If we knew more individually about the 15
foundation Davenport horses which are represented in the pedigrees
of currently living Davenport horses, no doubt we could identify
the source animals for many other characteristics which add to the
attractiveness of the Davenports we have today. Unfortunately, we
are never going to be able to make this kind of study in the detail
which we would like. Full information of this sort about the foundation
animals has simply not been preserved.
There is a final point, however, for which
further detail is not required. That is that these bloodlines have
persisted since 1906, while retaining the essential factors of identity
which they had from the beginning. This is so to point that, if
we could have a conference with some of the old-time founding breeders
of Arabians in America, they would still recognize what we call
Davenport Arabians as the same kind of horses Homer Davenport went
to the desert to get: nice moderate-sized, athletic horses that
are friendly and look like the real thing. Some of them obviously
show family characteristics that come from the old horses: *Haleb's
balance, *Reshan's coat, *Abeyah's jibbah, *Hamrah's coupling, *Muson's
vitality, a certain inner spark that may have come from *Wadduda,
if it did not also come from all the others.

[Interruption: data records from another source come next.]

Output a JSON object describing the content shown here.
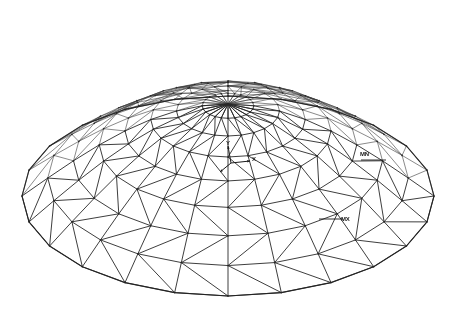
{
  "plot": {
    "type": "fea-wireframe-mesh",
    "title": "",
    "background_color": "#ffffff",
    "line_color": "#3a3a3a",
    "text_color": "#1a1a1a",
    "geometry": {
      "shape": "lattice-dome",
      "description": "Triangulated single-layer radial-ring lattice dome shown as a wireframe in isometric view",
      "rings": 8,
      "radial_sectors": 24,
      "span_px": 412,
      "rise_px": 92,
      "center_x_px": 228,
      "center_y_px": 196,
      "ellipse_rx_px": 206,
      "ellipse_ry_px": 100,
      "view_tilt_deg": 29,
      "hidden_lines_visible": true
    }
  },
  "annotations": [
    {
      "name": "min-marker",
      "label": "MN",
      "x_px": 360,
      "y_px": 151
    },
    {
      "name": "max-marker",
      "label": "MX",
      "x_px": 341,
      "y_px": 216
    }
  ],
  "axis_triad": {
    "origin_x_px": 231,
    "origin_y_px": 163,
    "x_label": "X",
    "y_label": "Y",
    "z_label": "Z",
    "x_tip_x_px": 250,
    "x_tip_y_px": 161,
    "y_tip_x_px": 228,
    "y_tip_y_px": 146,
    "z_tip_x_px": 220,
    "z_tip_y_px": 172
  },
  "chart_data": {
    "type": "line",
    "title": "",
    "xlabel": "X",
    "ylabel": "Y",
    "grid": false,
    "legend": "none"
  }
}
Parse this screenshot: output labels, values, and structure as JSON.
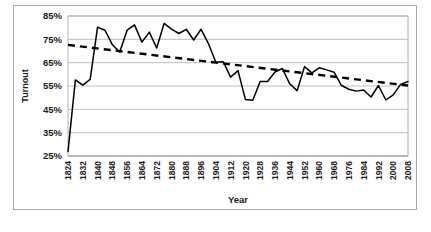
{
  "chart_data": {
    "type": "line",
    "title": "",
    "xlabel": "Year",
    "ylabel": "Turnout",
    "ylim": [
      25,
      85
    ],
    "xlim": [
      1824,
      2008
    ],
    "ytick_labels": [
      "25%",
      "35%",
      "45%",
      "55%",
      "65%",
      "75%",
      "85%"
    ],
    "ytick_values": [
      25,
      35,
      45,
      55,
      65,
      75,
      85
    ],
    "xtick_labels": [
      "1824",
      "1832",
      "1840",
      "1848",
      "1856",
      "1864",
      "1872",
      "1880",
      "1888",
      "1896",
      "1904",
      "1912",
      "1920",
      "1928",
      "1936",
      "1944",
      "1952",
      "1960",
      "1968",
      "1976",
      "1984",
      "1992",
      "2000",
      "2008"
    ],
    "xtick_values": [
      1824,
      1832,
      1840,
      1848,
      1856,
      1864,
      1872,
      1880,
      1888,
      1896,
      1904,
      1912,
      1920,
      1928,
      1936,
      1944,
      1952,
      1960,
      1968,
      1976,
      1984,
      1992,
      2000,
      2008
    ],
    "grid": true,
    "legend": "none",
    "series": [
      {
        "name": "Turnout",
        "style": "solid",
        "color": "#000000",
        "x": [
          1824,
          1828,
          1832,
          1836,
          1840,
          1844,
          1848,
          1852,
          1856,
          1860,
          1864,
          1868,
          1872,
          1876,
          1880,
          1884,
          1888,
          1892,
          1896,
          1900,
          1904,
          1908,
          1912,
          1916,
          1920,
          1924,
          1928,
          1932,
          1936,
          1940,
          1944,
          1948,
          1952,
          1956,
          1960,
          1964,
          1968,
          1972,
          1976,
          1980,
          1984,
          1988,
          1992,
          1996,
          2000,
          2004,
          2008
        ],
        "values": [
          26.9,
          57.6,
          55.4,
          57.8,
          80.2,
          78.9,
          72.7,
          69.6,
          78.9,
          81.2,
          73.8,
          78.1,
          71.3,
          81.8,
          79.4,
          77.5,
          79.3,
          74.7,
          79.3,
          73.2,
          65.2,
          65.4,
          58.8,
          61.6,
          49.2,
          48.9,
          56.9,
          56.9,
          61.0,
          62.5,
          55.9,
          53.0,
          63.3,
          60.6,
          62.8,
          61.9,
          60.9,
          55.2,
          53.6,
          52.8,
          53.3,
          50.3,
          55.2,
          49.0,
          51.2,
          55.7,
          56.9
        ]
      },
      {
        "name": "Linear trend",
        "style": "dashed",
        "color": "#000000",
        "x": [
          1824,
          2008
        ],
        "values": [
          72.6,
          55.2
        ]
      }
    ]
  }
}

These are characteristics that Americans
have prized enough to keep these bloodlines going. In all the generations
of horses since 1906, there have no doubt been many times when American
breeders went to considerable trouble to maintain matings between
Davenport horses, although it has nearly always been an easy option
to instead do attractive outcross matings. Sometimes survival has
been by a thin thread of devotion, but it has held and the horses
are still with us as a blessing for the present, and as an example
of continuity in the breeding of Arabian horses in America.